My father grew up in South Philadelphia in a Jewish-Italian neighborhood. Many of his childhood friendships became lifelong. He met for lunch with some of those men on a regular basis, and I got to know them as a kid.
When my father graduated from high school, he wanted to be a physician, but his family couldn’t afford the two years of college needed at that time for admission to medical school. Dental school, however, only required a high school diploma.
After graduation, Louis started his own dental practice and also taught at the University of Pennsylvania School of Dental Medicine. One day, he was very taken by a young undergraduate student with a toothache. Emma May MacIntyre would become my mother, but the marriage would have to wait.
Interested in furthering his education, my father had already made arrangements to study in Rostock, Germany, in 1928. The course there usually took a year, but he was motivated to return to his fiancée and thus finished in six months. He didn’t receive his diploma until much later because the rising Nazi power suspected he was Jewish. The wedding was a simple civil ceremony, but the marriage lasted 60 years.
Over time, I learned his family disowned him because of this, as my father never spoke about it. Indeed, when my parents married, they sat shiva for him, which is a seven-day-long Jewish ceremony to mourn someone who has died. He never spoke to his mother after this, and I grew up without much contact with my father’s family. By Hebraic law, a child is the religion of his mother. Because my mother was Christian, my father’s children (my sister and I) would be considered gentiles and lost to the Jewish faith.
Many years later, I was invited to a bris (ritual circumcision) in Durango of a baby boy I had delivered. The boy’s dad is Jewish and mom, Christian – the same as my parents. It was with trepidation I attended: Would there be friction between the two sets of grandparents? Indeed, would the paternal grandparents even attend?
My fears were unfounded. Everyone – Christian and Jew – had a great time with smiles and congratulations all around. Only the little boy didn’t seem to enjoy the party when the mohel performed his surgery!

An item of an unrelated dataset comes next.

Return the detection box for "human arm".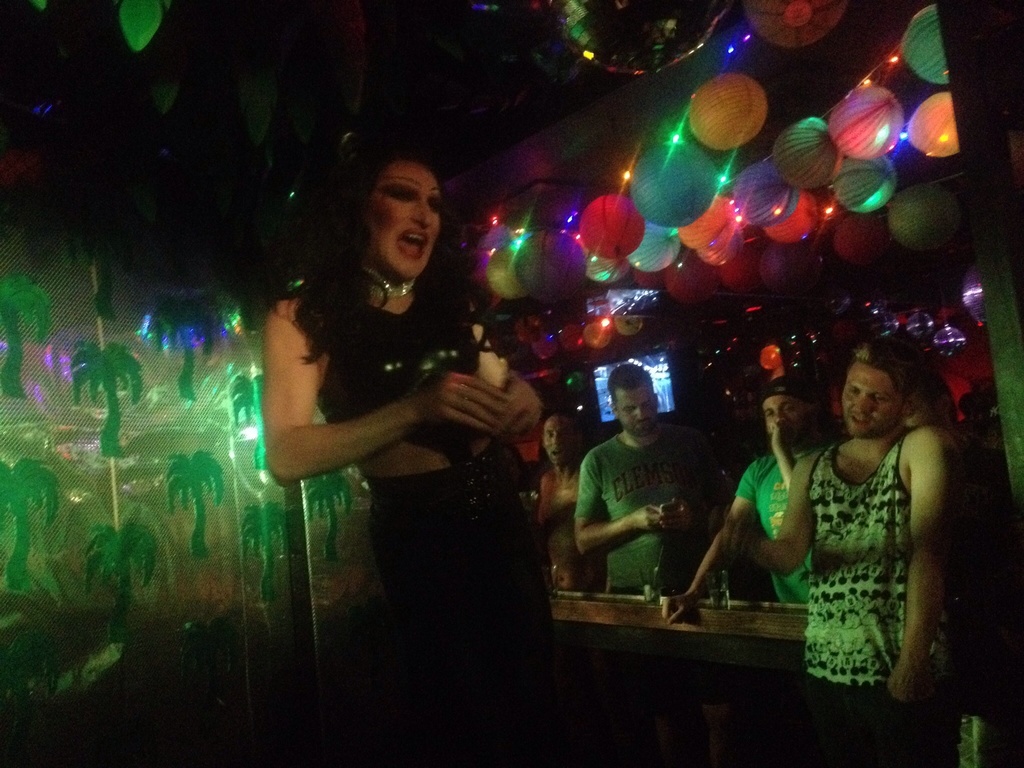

Religions are changing. It is no longer a sin for Roman Catholics to eat meat on Fridays. Not all Muslim women wear headscarves. The Religious Society of Friends (Quakers) used to shun music, art, dance and reading (other than the Bible), but now we enjoy all these.
The Bible supports owning slaves (Leviticus 25:44), executing people who work on the Sabbath (Exodus 35:2) and forbids sowing seeds of more than one plant in the same field (Leviticus 19:19) – even though we now know planting beans and corn together is beneficial.
I honor my father who thrived despite his family disowning him. I also honor that the world is changing. While so much depends on whether we can change our way of life quickly enough to minimize damage to our planet, religions must adapt to the vast changes humanity has gone through since many religious rules were decreed.